- _Problem requirements_
Each record below is to be output with no change at all.
━━━━━ Task input
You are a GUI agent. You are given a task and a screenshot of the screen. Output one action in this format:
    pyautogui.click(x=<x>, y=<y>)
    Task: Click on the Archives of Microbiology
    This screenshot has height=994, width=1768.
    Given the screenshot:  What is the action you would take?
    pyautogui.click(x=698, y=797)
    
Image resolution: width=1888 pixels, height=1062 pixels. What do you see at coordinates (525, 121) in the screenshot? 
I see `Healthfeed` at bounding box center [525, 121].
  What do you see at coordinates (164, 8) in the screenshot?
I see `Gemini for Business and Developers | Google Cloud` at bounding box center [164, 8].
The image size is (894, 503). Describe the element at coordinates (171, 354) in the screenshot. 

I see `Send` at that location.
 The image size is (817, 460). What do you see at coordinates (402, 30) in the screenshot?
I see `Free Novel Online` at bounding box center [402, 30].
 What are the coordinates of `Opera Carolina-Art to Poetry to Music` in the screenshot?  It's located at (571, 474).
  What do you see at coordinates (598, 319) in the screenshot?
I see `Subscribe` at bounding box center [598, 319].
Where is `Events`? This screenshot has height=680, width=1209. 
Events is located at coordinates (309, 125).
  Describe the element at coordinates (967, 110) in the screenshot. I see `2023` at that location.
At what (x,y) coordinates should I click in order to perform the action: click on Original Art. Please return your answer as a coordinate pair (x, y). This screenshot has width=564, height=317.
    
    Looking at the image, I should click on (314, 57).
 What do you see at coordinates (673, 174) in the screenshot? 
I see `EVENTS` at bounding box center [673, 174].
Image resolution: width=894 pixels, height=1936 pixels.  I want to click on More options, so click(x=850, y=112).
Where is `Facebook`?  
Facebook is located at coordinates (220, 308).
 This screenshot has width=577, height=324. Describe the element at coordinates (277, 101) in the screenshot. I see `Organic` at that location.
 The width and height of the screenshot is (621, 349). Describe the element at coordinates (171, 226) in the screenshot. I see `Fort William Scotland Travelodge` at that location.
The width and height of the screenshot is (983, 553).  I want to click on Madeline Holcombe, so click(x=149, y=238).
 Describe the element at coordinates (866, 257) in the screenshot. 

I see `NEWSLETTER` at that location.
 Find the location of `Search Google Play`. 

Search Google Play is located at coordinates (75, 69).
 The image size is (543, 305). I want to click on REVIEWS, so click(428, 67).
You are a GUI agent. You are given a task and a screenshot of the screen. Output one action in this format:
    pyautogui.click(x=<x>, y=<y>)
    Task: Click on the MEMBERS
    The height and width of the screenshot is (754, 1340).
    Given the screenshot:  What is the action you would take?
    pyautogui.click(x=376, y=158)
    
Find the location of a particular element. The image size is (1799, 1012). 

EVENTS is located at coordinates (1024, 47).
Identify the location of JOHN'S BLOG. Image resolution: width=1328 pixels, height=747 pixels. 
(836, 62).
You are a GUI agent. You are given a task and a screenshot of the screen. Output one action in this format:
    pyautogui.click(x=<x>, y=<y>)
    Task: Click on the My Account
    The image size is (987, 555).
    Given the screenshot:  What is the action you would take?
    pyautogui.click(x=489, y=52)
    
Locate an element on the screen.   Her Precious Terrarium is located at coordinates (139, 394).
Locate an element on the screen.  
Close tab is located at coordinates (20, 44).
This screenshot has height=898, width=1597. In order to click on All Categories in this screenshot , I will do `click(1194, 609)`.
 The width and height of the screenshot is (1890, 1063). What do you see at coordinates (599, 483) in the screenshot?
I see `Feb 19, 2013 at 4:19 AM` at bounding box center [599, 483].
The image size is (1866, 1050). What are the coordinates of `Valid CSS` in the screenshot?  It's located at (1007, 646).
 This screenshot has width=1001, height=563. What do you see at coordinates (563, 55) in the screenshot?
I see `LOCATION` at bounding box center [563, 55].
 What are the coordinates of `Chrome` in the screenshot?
━━━━━━━━━━
- _Answer for this exercise_
You are a GUI agent. You are given a task and a screenshot of the screen. Output one action in this format:
    pyautogui.click(x=<x>, y=<y>)
    Task: Click on the Archives of Microbiology
    This screenshot has height=994, width=1768.
    Given the screenshot:  What is the action you would take?
    pyautogui.click(x=698, y=797)
    
Image resolution: width=1888 pixels, height=1062 pixels. What do you see at coordinates (525, 121) in the screenshot? 
I see `Healthfeed` at bounding box center [525, 121].
  What do you see at coordinates (164, 8) in the screenshot?
I see `Gemini for Business and Developers | Google Cloud` at bounding box center [164, 8].
The image size is (894, 503). Describe the element at coordinates (171, 354) in the screenshot. 

I see `Send` at that location.
 The image size is (817, 460). What do you see at coordinates (402, 30) in the screenshot?
I see `Free Novel Online` at bounding box center [402, 30].
 What are the coordinates of `Opera Carolina-Art to Poetry to Music` in the screenshot?  It's located at (571, 474).
  What do you see at coordinates (598, 319) in the screenshot?
I see `Subscribe` at bounding box center [598, 319].
Where is `Events`? This screenshot has height=680, width=1209. 
Events is located at coordinates (309, 125).
  Describe the element at coordinates (967, 110) in the screenshot. I see `2023` at that location.
At what (x,y) coordinates should I click in order to perform the action: click on Original Art. Please return your answer as a coordinate pair (x, y). This screenshot has width=564, height=317.
    
    Looking at the image, I should click on (314, 57).
 What do you see at coordinates (673, 174) in the screenshot? 
I see `EVENTS` at bounding box center [673, 174].
Image resolution: width=894 pixels, height=1936 pixels.  I want to click on More options, so click(x=850, y=112).
Where is `Facebook`?  
Facebook is located at coordinates (220, 308).
 This screenshot has width=577, height=324. Describe the element at coordinates (277, 101) in the screenshot. I see `Organic` at that location.
 The width and height of the screenshot is (621, 349). Describe the element at coordinates (171, 226) in the screenshot. I see `Fort William Scotland Travelodge` at that location.
The width and height of the screenshot is (983, 553).  I want to click on Madeline Holcombe, so click(x=149, y=238).
 Describe the element at coordinates (866, 257) in the screenshot. 

I see `NEWSLETTER` at that location.
 Find the location of `Search Google Play`. 

Search Google Play is located at coordinates (75, 69).
 The image size is (543, 305). I want to click on REVIEWS, so click(428, 67).
You are a GUI agent. You are given a task and a screenshot of the screen. Output one action in this format:
    pyautogui.click(x=<x>, y=<y>)
    Task: Click on the MEMBERS
    The height and width of the screenshot is (754, 1340).
    Given the screenshot:  What is the action you would take?
    pyautogui.click(x=376, y=158)
    
Find the location of a particular element. The image size is (1799, 1012). 

EVENTS is located at coordinates (1024, 47).
Identify the location of JOHN'S BLOG. Image resolution: width=1328 pixels, height=747 pixels. 
(836, 62).
You are a GUI agent. You are given a task and a screenshot of the screen. Output one action in this format:
    pyautogui.click(x=<x>, y=<y>)
    Task: Click on the My Account
    The image size is (987, 555).
    Given the screenshot:  What is the action you would take?
    pyautogui.click(x=489, y=52)
    
Locate an element on the screen.   Her Precious Terrarium is located at coordinates (139, 394).
Locate an element on the screen.  
Close tab is located at coordinates (20, 44).
This screenshot has height=898, width=1597. In order to click on All Categories in this screenshot , I will do `click(1194, 609)`.
 The width and height of the screenshot is (1890, 1063). What do you see at coordinates (599, 483) in the screenshot?
I see `Feb 19, 2013 at 4:19 AM` at bounding box center [599, 483].
The image size is (1866, 1050). What are the coordinates of `Valid CSS` in the screenshot?  It's located at (1007, 646).
 This screenshot has width=1001, height=563. What do you see at coordinates (563, 55) in the screenshot?
I see `LOCATION` at bounding box center [563, 55].
 What are the coordinates of `Chrome` in the screenshot?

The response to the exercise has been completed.